Overview
Today’s feed split across two tracks. On the tech side, we saw concrete paths to stronger AI reasoning and a wobble at Apple’s silicon helm. On policy and money, “Trump Accounts” drew fresh attention from Capitol Hill and a high-profile gift, while a watchdog claimed new savings on federal contracts. Around that, human stories cut through, from craft and pressure in acting to ethics in fundraising and a call for peace.
The big picture
Turning weak LLMs into maths-and-reasoning models
Akshay breaks down how to take a base model that struggles with maths and teach it to reason using GRPO, a 2025 reinforcement learning method that skips manual labelling. It scores outputs with deterministic checks, like exact answer matching, and updates policy by comparing sampled groups rather than using a value network. The tutorial uses Qwen2.5-3B with Unsloth and TRL on datasets such as Open R1 Math, showing sharp gains, including step-by-step solutions and 90%+ accuracy on verifiable problems.
A 424-page playbook for agentic systems
Aadit highlights Antonio Gulli’s free “Agentic Design Patterns” - a code-backed guide to prompts, routing, memory, MCP, multi-agent coordination, guardrails, reasoning, and planning. It reads like a practical course for engineers, with proceeds going to Save the Children.
Apple’s chip boss weighs exit
Mark Gurman reports Johny Srouji has told Tim Cook he is considering leaving Apple. Srouji drove Apple’s silicon push from iPhones to the M-series for Macs, a pillar of its performance edge since moving away from Intel. Apple is said to be offering a rich retention package and a possible CTO role.
“Trump Accounts” move from pitch to cheques
unusual_whales shares Ted Cruz’s case for newborn “Trump Accounts”, seeded with $1,000 and open to $5,000 in yearly contributions with S&P 500 exposure. The back-of-the-envelope maths to about $170,000 by age 18 at 7% checks out, though replies question how many families and employers can fund that level of saving.
Michael Dell adds fuel with a $6.25 billion pledge to put $250 into 25 million children’s Invest America accounts in zip codes under a $150,000 median income. The aim is to boost wealth-building for education, homes, and small business.
Government waste watch: 43 contracts cut
@DOGE says agencies terminated or trimmed 43 contracts over five days, with a $3.5 billion ceiling value and claimed savings of $222 million. The examples include a $4.3 million Treasury “strategic narrative” effort and a $29 million Commerce management support deal. The account continues weekly updates despite reports of disbandment.
Craft, care, and conscience
Emir Han shares Margot Robbie’s account of losing herself in I, Tonya, including a moment she believed she had a broken hand while filming. It shows the mental and physical strain behind a widely praised performance.
MrBanks posts a reminder to build a life that does not rely on applause, echoing research that ties intrinsic motivation to higher life satisfaction.
Sir Dickson thanks donors after raising over ₦30m for a cancer patient, then pauses disbursement when the patient declines a blood transfusion on religious grounds. Replies debate donor intent, patient autonomy, and how to honour both.
Pope Leo XIV urges people to build peace from the heart, renouncing pride and weaponised words, a theme rooted in Catholic social teaching and pitched against present conflicts.
Why it matters
AI that can check its own work changes the curve
GRPO’s use of clear reward signals and group comparisons points to a cheaper way to train reasoning without armies of annotators. That lowers the bar for teams to lift base models in maths and logic, and the resource on agentic patterns helps engineers build safer, more capable systems around them.
Apple’s talent question is strategic, not just personal
Srouji’s possible exit would hit the unit that underpins Apple’s performance gains and battery life. Retention or replacement will tell us how Apple balances hardware leadership with the push into on-device and cloud AI.
Wealth policy meets real household budgets
Compound returns are powerful, but they demand contributions that many families cannot make. Dell’s pledge could widen access, yet the long-term success of “Trump Accounts” will hinge on participation rates, employer uptake, fee levels, and protections across market cycles.
Cutting “fuzzy” contracts is the easy part
Axing vague projects saves money now, but the harder work is building procurement that funds clear outcomes, measures impact, and avoids bloat returning under new names. Transparency and follow-up audits will decide whether savings stick.
Values under pressure
From an actor’s immersion to a fundraiser navigating faith and consent, and a papal note on language and peace, today’s posts point to the same thing, what we choose under stress reveals what we prize. That shapes culture as much as policy does.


YOUR ASSIGNMENT: Check every line of the data below for the word "right", then give only the number of lines that have it.

DATA PROVIDED:
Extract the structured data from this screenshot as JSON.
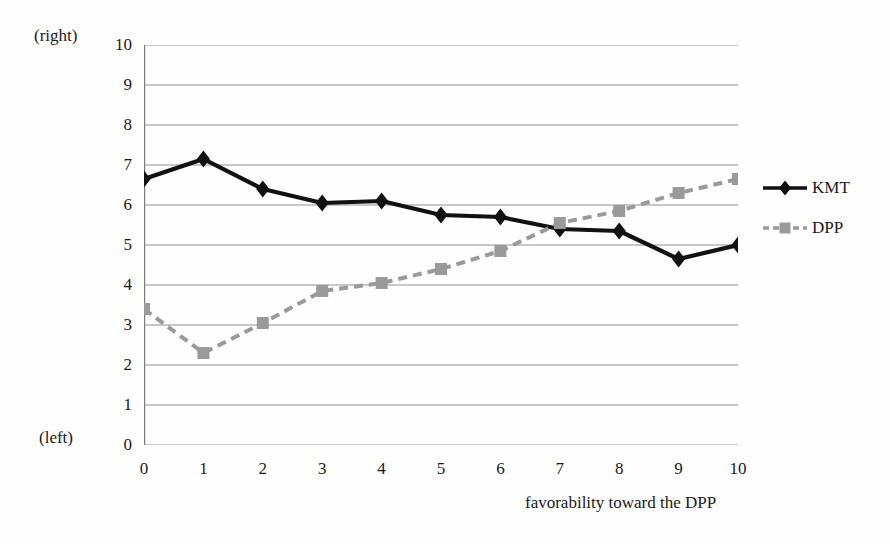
{
  "chart_data": {
    "type": "line",
    "title": "",
    "xlabel": "favorability toward the DPP",
    "ylabel": "",
    "xlim": [
      0,
      10
    ],
    "ylim": [
      0,
      10
    ],
    "grid": true,
    "legend_position": "right",
    "x": [
      0,
      1,
      2,
      3,
      4,
      5,
      6,
      7,
      8,
      9,
      10
    ],
    "xticklabels": [
      "0",
      "1",
      "2",
      "3",
      "4",
      "5",
      "6",
      "7",
      "8",
      "9",
      "10"
    ],
    "yticklabels": [
      "0",
      "1",
      "2",
      "3",
      "4",
      "5",
      "6",
      "7",
      "8",
      "9",
      "10"
    ],
    "y_axis_top_note": "(right)",
    "y_axis_bottom_note": "(left)",
    "series": [
      {
        "name": "KMT",
        "color": "#111111",
        "marker": "diamond",
        "linestyle": "solid",
        "values": [
          6.65,
          7.15,
          6.4,
          6.05,
          6.1,
          5.75,
          5.7,
          5.4,
          5.35,
          4.65,
          5.0
        ]
      },
      {
        "name": "DPP",
        "color": "#9a9a9a",
        "marker": "square",
        "linestyle": "dashed",
        "values": [
          3.4,
          2.3,
          3.05,
          3.85,
          4.05,
          4.4,
          4.85,
          5.55,
          5.85,
          6.3,
          6.65
        ]
      }
    ]
  },
  "legend": {
    "items": [
      {
        "label": "KMT"
      },
      {
        "label": "DPP"
      }
    ]
  },
  "colors": {
    "kmt": "#111111",
    "dpp": "#9a9a9a",
    "grid": "#8d8d8d",
    "axis": "#7a7a7a",
    "background": "#fefefe",
    "text": "#1a1a1a"
  }
}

COMPLETED EXERCISE: 2